Reading books in strange places

Jul 12, 2006 22:40

I am, of course, a book-fiend, and it was a running gag on our four-woman trip of a small part of the world that I'd read everything I could get my hands on while the others were still trying to slog through Umberto Eco's The Name of the Rose. It helps that I can read on any transport anywhere because I don't get sick (travel sickness is The Evil - I've seen some very ill people on my travels).

I think the weirdest place I've got a book out is probably stuck halfway up a mountain in a blackout in India - the candles didn't shed much light but I laughed in the faces of anyone who didn't have a headtorch for reading purposes (it turns out that I was the only one who'd actually brought a headtorch, and was mocked accordingly). I've carried books around some of the world's great monuments - the Taj Mahal, Angkor Wat, Sydney Harbour - just in case they didn't live up to expectations - and I've relied on books to give me some personal space while travelling with girls I know inside out, and love them for it (but sometimes I know things about them that I just don't need to know).

I've read some truly smashing books while I've been away, and since we all brought a small selection and then bought some extras, I've been lucky enough to be introduced to new authors and genres that I may not have considered previously. I'm still mourning Jeffrey Eugenides's Middlesex, which I started reading while staying with a friend of a friend in Sydney - I had to abandon it because it was huge and because, y'know, it didn't belong to me (I remember attempting to acquire a book from a holiday place when I was very young - my parents were not very impressed with my early klepto-bibliophile tendencies).

So that I can remember them all, because they are part of some very special memories for me:

E.M. Forster A Passage to India
Umberto Eco The Name of the Rose
Thornton Wilder The Bridge of San Luis Ray
Helen Oyeyami The Icarus Girl
David Mitchell number9dream
Audrey Niffeneger The Time Traveller's Wife
Margaret Atwood The Handmaid's Tale
Haruki Murakami Norweigian Wood
Dan Brown Angels and Demons (I was desperate)
Marion Keynes Watermelon (ditto, only worse)
David Mitchell Black Swan Green
Ali Smith The Accidentals
Bill Bryson Notes from a Small Island
Kazuo Ishiguro Never Let Me Go
Kazuo Ishiguro The Remains of the Day
Margaret Atwood The Blind Assassin
Jane Austen Persuasion

I think that's it. Most of them were brilliant, moving books, so I did well out of our selections. The latter half of the list was bought in bookshops around SE Asia, so I'll always treasure my copies. I think the best book on the whole list was probably Ishiguro's Never Let Me Go, if only because it was so startling, and unsettling. Actual genius.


▶ [Exercise requirements]:
Leave out all pictures while repeating the records exactly and completely.

Start of Data provided

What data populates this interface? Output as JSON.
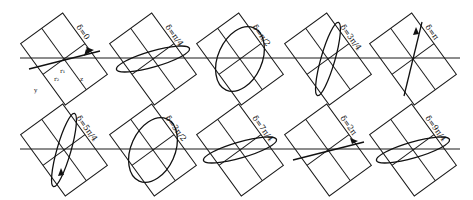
{
  "figure": {
    "axis_labels": {
      "y": "y",
      "z": "z",
      "r1": "r₁",
      "r2": "r₂"
    },
    "rows": [
      {
        "panels": [
          {
            "label": "δ=0",
            "shape": "line"
          },
          {
            "label": "δ=π/4",
            "shape": "ellipse"
          },
          {
            "label": "δ=π/2",
            "shape": "ellipse-upright"
          },
          {
            "label": "δ=3π/4",
            "shape": "ellipse"
          },
          {
            "label": "δ=π",
            "shape": "line"
          }
        ]
      },
      {
        "panels": [
          {
            "label": "δ=5π/4",
            "shape": "ellipse"
          },
          {
            "label": "δ=3π/2",
            "shape": "ellipse-upright"
          },
          {
            "label": "δ=7π/4",
            "shape": "ellipse"
          },
          {
            "label": "δ=2π",
            "shape": "line"
          },
          {
            "label": "δ=9π/4",
            "shape": "ellipse"
          }
        ]
      }
    ]
  }
}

End of Data provided

▶ [Task response]:
What data populates this interface? Output as JSON.
{
  "figure": {
    "axis_labels": {
      "y": "y",
      "z": "z",
      "r1": "r₁",
      "r2": "r₂"
    },
    "rows": [
      {
        "panels": [
          {
            "label": "δ=0",
            "shape": "line"
          },
          {
            "label": "δ=π/4",
            "shape": "ellipse"
          },
          {
            "label": "δ=π/2",
            "shape": "ellipse-upright"
          },
          {
            "label": "δ=3π/4",
            "shape": "ellipse"
          },
          {
            "label": "δ=π",
            "shape": "line"
          }
        ]
      },
      {
        "panels": [
          {
            "label": "δ=5π/4",
            "shape": "ellipse"
          },
          {
            "label": "δ=3π/2",
            "shape": "ellipse-upright"
          },
          {
            "label": "δ=7π/4",
            "shape": "ellipse"
          },
          {
            "label": "δ=2π",
            "shape": "line"
          },
          {
            "label": "δ=9π/4",
            "shape": "ellipse"
          }
        ]
      }
    ]
  }
}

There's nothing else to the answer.